Friday 15 March 2013

Batang Kali

(My piece from the Morning Star, 27-1-12)


The Haditha prosection fizzled out with a suspended sentence for one US marine implicated in slaying 24 innocent Iraqi civilians in 2005.

It follows the pattern of cover-ups  and ineffective prosecutions following imperial massacres.

Last month  the Information Commissioner told me he was backing the Metropolitan Police , and  keeping secret  papers from an  investigation into a sixty year old massacre by British troops.

In 1948 Scots Guards  killed 24 Malayans in a village called Batang Kali.  One of the soldiers, Robert Brownrigg called it “a needless killing that was like murder under orders”

It was during the  Malayan “emergency” : The communist-led Malayan National Liberation Army were fighting for independence.  Britain responded to the mostly Chinese-Malayan freedom fighters by sending troops to defend  rubber plantations against the rebels.

During the emergency, the Morning Star exposed the atrocities in Malaya, unlike most of the press. But years later, in  1970 The People  newspaper investigated this  massacre. The People’s  shocking telling of the story spurred  the  Labour Government to start a Metropolitian Police  investigation. But a Tory government  elected  in 1970 stopped the investigation , burying  the issue.

I asked the Metropolitan Police for the papers from their 1970 Batang Kali investigation. They said “no” . I appealed , but the  Information Commissioner said the need for secrecy  “narrowly outweighs the public interest in disclosure” because exposure  might discourage witnesses in other investigations.

The Police did send me testimonies soldiers made to The People newspaper: This  was  helpful, although the Police  also wanted   to show the Information Commissioner they were not purely obstructive  to head off a   forced disclosure of their  investigation. These testimonies are publicly available in the National Archives, but deserve a wider audience.

The official record says the massacred men were  prisoners  who were shot during a “mass escape 

The soldiers say otherwise. Troops interviewed by The People in 1970 spoke with bravery and  shame about what happened.

They were primed for massacre by their commanding officers. Guardsman Victor Remedious, says their Captain  told us that the villagers were feeding terrorists and that every one of them should be killed

National Serviceman William Cootes  recalled arriving at Batang Kali, a village housing about 80 people in large stilted huts.

Cootes recalled one sergeant sending a  young villager  down a path. “He ran down the path, looking over his shoulder as he did so. I think he must have known he was going to get shot. When he had gone about 15 years, [Sergeant] Douglas dropped to one knee, aimed his rifle and shot the youth in the back”

I am quite sure this youth was not trying to escape. I clearly saw, and clearly remember, Douglas motioning the youth to go down the path ahead of him, I could see the youth on the path on his back and his stomach was ripped open by the shot”
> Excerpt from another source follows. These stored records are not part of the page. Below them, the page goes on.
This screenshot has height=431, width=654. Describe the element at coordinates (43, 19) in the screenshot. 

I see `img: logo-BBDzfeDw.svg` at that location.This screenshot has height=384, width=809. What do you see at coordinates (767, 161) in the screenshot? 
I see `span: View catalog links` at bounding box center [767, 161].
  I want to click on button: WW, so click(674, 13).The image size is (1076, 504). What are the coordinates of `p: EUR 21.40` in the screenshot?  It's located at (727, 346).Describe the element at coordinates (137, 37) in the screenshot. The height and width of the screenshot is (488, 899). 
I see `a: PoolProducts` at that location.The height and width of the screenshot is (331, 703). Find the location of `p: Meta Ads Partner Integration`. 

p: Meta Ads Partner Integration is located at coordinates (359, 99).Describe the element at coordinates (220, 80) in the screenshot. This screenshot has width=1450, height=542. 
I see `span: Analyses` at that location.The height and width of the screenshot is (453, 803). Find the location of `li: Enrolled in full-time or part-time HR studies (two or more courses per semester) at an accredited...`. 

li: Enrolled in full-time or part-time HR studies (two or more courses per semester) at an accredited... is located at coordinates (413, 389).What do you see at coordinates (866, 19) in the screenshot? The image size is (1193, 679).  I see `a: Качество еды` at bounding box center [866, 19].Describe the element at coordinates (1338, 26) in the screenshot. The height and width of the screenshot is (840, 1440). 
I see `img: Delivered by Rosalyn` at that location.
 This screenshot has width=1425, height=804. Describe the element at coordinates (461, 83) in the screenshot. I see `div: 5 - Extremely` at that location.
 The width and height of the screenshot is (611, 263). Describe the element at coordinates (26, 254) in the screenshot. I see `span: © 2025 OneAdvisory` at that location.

The wounded youth was finished off with a bullet to the head from a sergeant's Sten Gun

The troops then held the villagers in their huts overnight. Cootes says

by this time It was clear that the intentions of the sergeants where that we were going to wipe out the whole village including women and children”. A lorry came in the morning  to take village  workers to the nearby plantation, but the troops made them take the women and children instead.

One sergeant “told the rest of us that we were going to shoot the 28 men left. He warned us that anybody who didn’t shoot would be shot by him. None of us protested. I think we were glad we had got away without having to shoot the women. We were well trained to obey orders”.

The Troops were divided into four groups and the villagers – “their ages raged from about 16 to 80 years”  - were brought from  their huts in  groups of seven. Cootes squad  encouraged their group of seven to run, so that they could fire on them, but the villagers stayed mostly still.

“Then we heard shooting from one of the other groups, so instinctively almost, we opened fire on the men.  Once we started firing we seemed to go mad. The old man died immediately from one bullet. The one that was furthest away at the time took about seven bullets before he stopped crawling”.

Cootes says  they all regrouped after the shoooting “some of the men were excited, some were delighted, some of us stayed quiet. It struck me we must be all out of our minds do do a thing like we had just done. The man with the Bren [Gun],  I can’t remember his name , boasted he had cut one of the Chinese in half with his bullets. Other members of the patrol were shouting about what they had done. Myself, I was feeling sick and just wanted to get away”

They burned down the village, leaving the dead where they lay

As soon as the killing ended, the cover-up began. According to Remedious in a day or so they were called to a military inquiry

I remember that Sgt. Douglas told us as we stood around in a barrack room that we would all be in serious trouble if the truth came out and that when we attended the inqury we should say that the men where shot as they tried to escape”. Cootes was  warned they would “ face 14 years in prison for the truth.”

According to Cootes, even though officials questioned them – about why all the bodies of the dead were found in groups – “I just repeated the story that I had already told him and I clearly remember his last words to me. he said he hoped we got away with it” adding “I remember reading about the incident in the Daily Mirror a few days later. The report told the story as we agreed it should be told, but we knew it was lies”.

It is a familiar warning from history . On one side , Imperial adventure reduced to massacres. Cover up by the officials. Lies in the newspapers. On the other, campaigners and newspapers who opposed the war and it’s attendant atrocities. Despite repeated attempts to bury the truth on Batang Kali , it keeps returning : Bindman’s solicitors are currently fighting for a judicial review over the current and previous government’s refusal to hold an  inquiry into the massacre.